Sunday, February 28, 2010

The Farmhouse


Mark spotted it first, as we drove by on the way to look at another place. It was one of those beautiful old brick farmhouses, two-story, with a big front porch, decorative contrasting white brick trim and tall windows, arranged in threes and rounded at the top. There were several huge maple trees in the front yard. We instantly fell in love, and knew that this was the place to raise our children-Jon, 6, and Annie, 4. We spent the first night there in the living room in sleeping bags,with a cooler and a little tv. It felt a little like camping out. We wandered from room to room excitedly, wondering if we would ever be able to fill all of the rooms, accustomed as we were to our little rented ranch house. I will never forget how it felt to wake up there the next morning. From our bedroom window, we could see acres of blueberry bushes. I can still see their red branches against the snow in my mind. I have a wreath made of them hanging in my present home to remind me of them.
The house had a long history: a plaque set into the front wall announced the original owner's name and the date, 1884. We learned through relatives of this family that they had come from the Netherlands and built this house, raising seven children (two who died in childhood) and becoming the largest dairy farm in that area, bringing milk from house to house on a wagon, ladling it out to their customers into wooden buckets. One family member said that he remembered the day that the indoor plumbing was installed. Mark and I cherished all of these stories and felt lucky to be there, to extend the house's history as a new family. We worked hard, fixing it up. I rag-painted, stenciled, wallpapered, stained, scrubbed, sewed curtains and found antiques. Mark mowed, trimmed, weeded, repaired, shined up old brass hinges, fixed old doorknobs, rebuilt the old front porch. He built a treehouse and ladder for the kids. He made a sign for above the garage: OUR HOUSE IS A VERY, VERY, VERY FINE HOUSE, WITH TWO CATS IN THE YARD...." The kids settled into their own rooms and played in the yard and rode bikes and walked to the pond across the street and picked blueberries and rode bikes to Bill's Greenhouse and rode on the sled, pulled by Mark on the tractor, on the winter streets.

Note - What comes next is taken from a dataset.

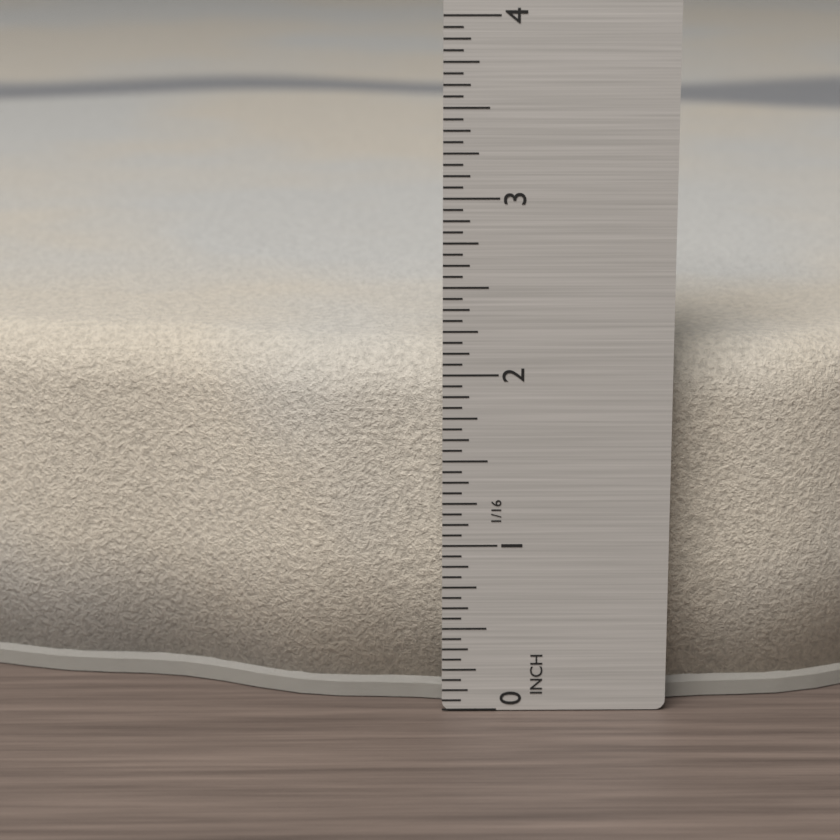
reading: 2.1250 in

They climbed the ladder to the tree house and huddled inside (until the ladder got stolen).
I remember still all of the places on the old wood floors that creaked, especially in the dining room, and I remember how the stairs sounded. The shelves in the closets and the kitchen cupboards were thick old wood. The kitchen counters were crafted of old wood. Mark refinished them and oiled them til they shone.
The glass in the windows had bubbles in it-old glass, made long ago. We are quite sure that there was a ghost upstairs-a woman, maybe watching over those sick children so long ago. We always scurried past that hallway, and it was years before we talked about it. The garage had old, old wood stored in it, and old bricks, and old glass bottles. There were the most beautiful lilac bushes in the backyard, and so many tall and stately evergreens in which the kids played and built forts. Annie climbed the tree by the garage and sat on the roof. Jon and his friend Joey played baseball. The basement had three rooms and was a scary, dark place that took some getting used to. I remember that musty smell.
One freezing February day, we started painting a mural on the grand old plaster wall that spanned the length of the back porch. We painted a picture of our house and the big maple tree in the front yard. The leaves of the tree are turning yellow and just beginning to fall. Our cat Fluffy is sitting on the branch. The beautiful old bricks are carefully painted, one by one. Our wonderful dog, Goldie, is watching over us all.
Somehow, it is that painting that looks the most true and real to me when I think about our life together there. There was this beautiful old place, and it somehow was waiting for us, and the grass was green and the trees were tall, and I know that our voices still ring in the walls like the mice that scurried there in the winter. I know that the love we shared there still warms those rooms, though we have been away for over a decade now. I close my eyes and I am right there, once again, always.

4 comments:

annie hagar said...

thanks, mom. i miss it so much sometimes. it's nice to remember it like this.

Jon said...

Just beautiful, mom. I had forgotten about the old wavy windows!

organicsyes said...

your beautiful story makes me weep...I wonder why?

Love reading your post, Claudia. Wondering if we do leave our ghosts, even while we continue to walk the earth....

Claudia Hayes Hagar said...

dear ones,
I have been so sad all day today, mourning the loss of that house and our family. thanks for sharing this with me!